She hadn’t taken all those courses for nothing—she wanted to speak one of the languages of love—the Romance languages. A friend of a friend was from the hills of France, and she loved listening to her accent and the way she was so expressive when she talked, her eyes wide and dancing, her hands moving along with the words, her smile contagious. She hoped she could be the same, maybe evolve into a person who was more physically emotive, more passionate.

Unfortunately, the taxi never showed up and the storm of the century was in its sixth hour. Down it came, the snow, the sleet, and Sandra’s hope of getting to the airport had dwindled earlier this morning from “possible” to “non-existent.” The airport had closed and all flights both in and out had been postponed.

She slipped into her heavy winter coat and took the walk down two flights of stairs in her rented brownstone, she one of three tenants in the building. She wanted to cry. She wanted to crawl into Victor Hugo’s Les Miserables novel and commiserate with those other miserable characters. Sandra was devastated.
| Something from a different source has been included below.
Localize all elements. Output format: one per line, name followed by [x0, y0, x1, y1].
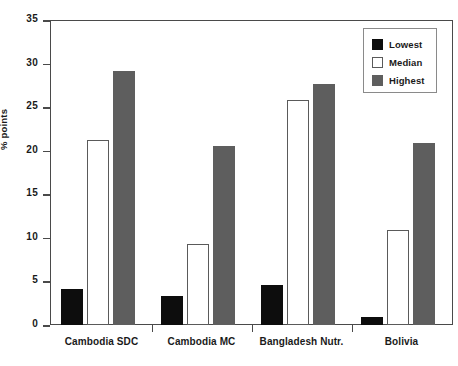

She had strategically planned this time off. Now she was already missing moments in Paris, and she would have to reschedule her flight when all this white nonsense decided to stop invading her world.

The streets were not all quiet. Snow lovers were outside, walking their dogs, visiting pubs that were open, and kids were shouting in the streets. She walked three blocks when she came across the flashing orange sign: OPEN.

She pushed through the door, removing her snow-covered hat, and the hostess greeted her. “Table? Bar?” she said in her thick accent.

“Sushi for one,” she said. “Seat me anywhere.”